_Brief_
Reproduce the records word for word, from the first line to the line containing "The image size is (2525, 1420).".

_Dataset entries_
....

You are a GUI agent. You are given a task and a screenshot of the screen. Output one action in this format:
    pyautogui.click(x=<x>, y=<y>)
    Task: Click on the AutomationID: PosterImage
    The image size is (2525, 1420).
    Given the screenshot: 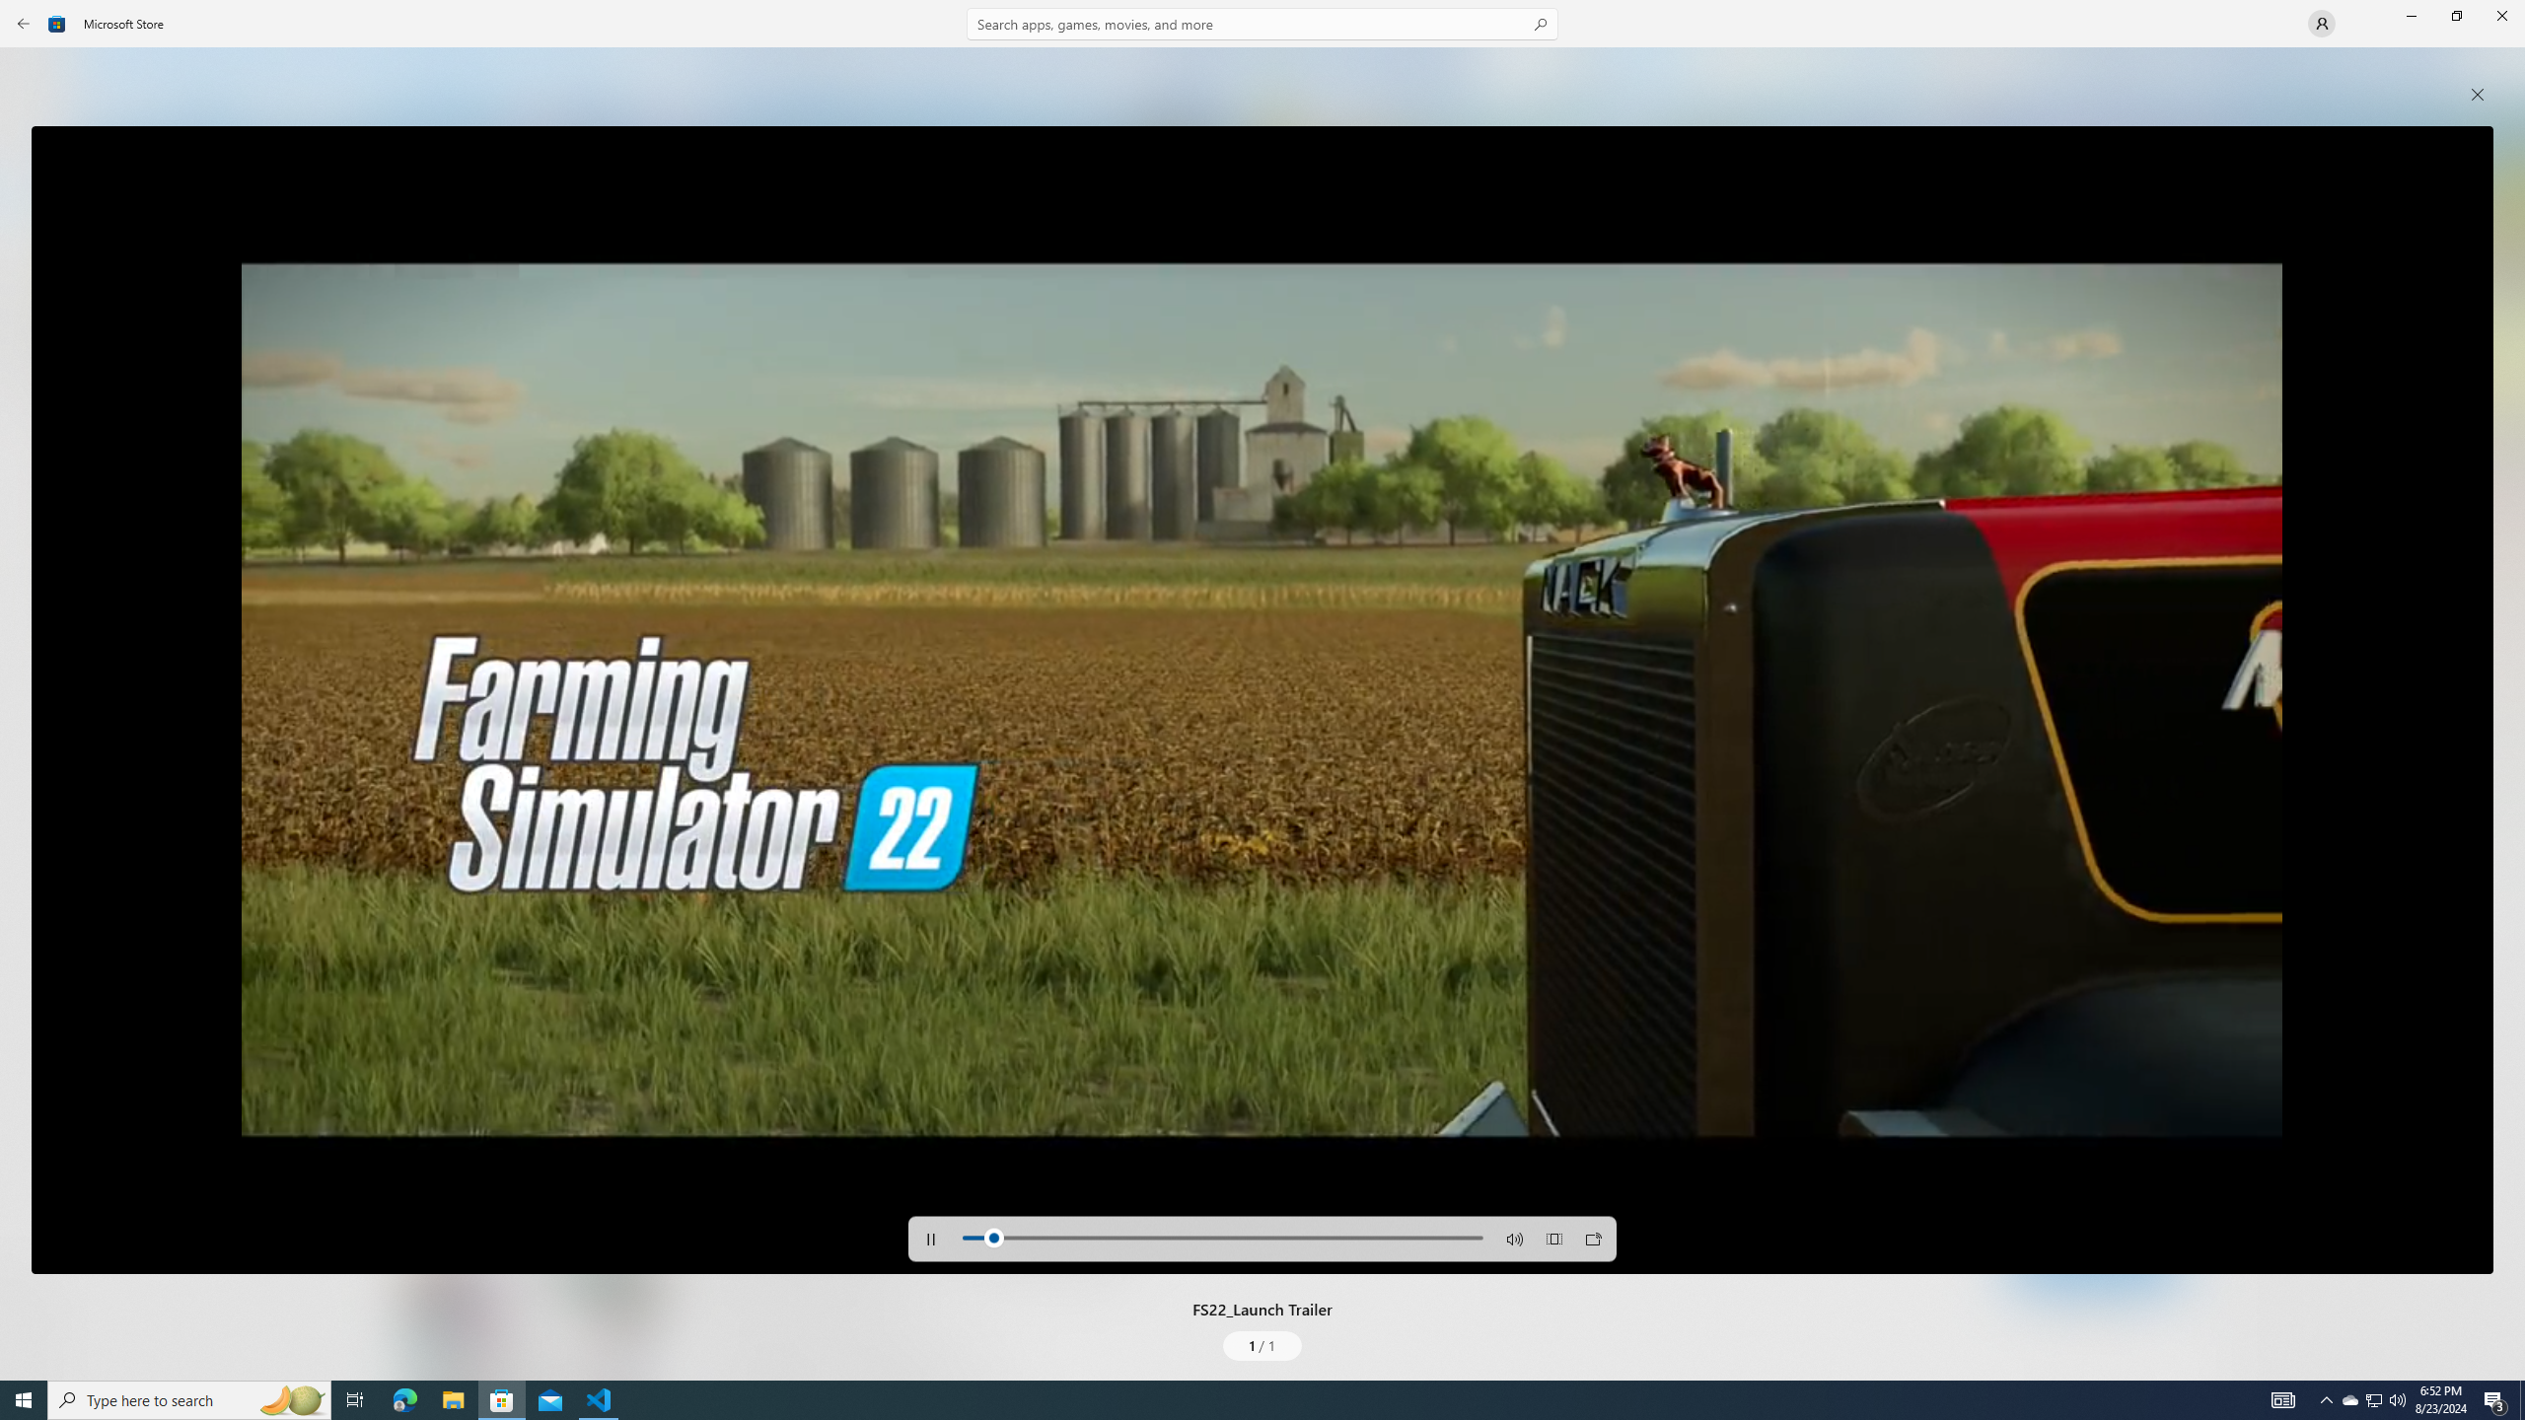 What is the action you would take?
    pyautogui.click(x=1263, y=700)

....

_Result_
You are a GUI agent. You are given a task and a screenshot of the screen. Output one action in this format:
    pyautogui.click(x=<x>, y=<y>)
    Task: Click on the AutomationID: PosterImage
    The image size is (2525, 1420).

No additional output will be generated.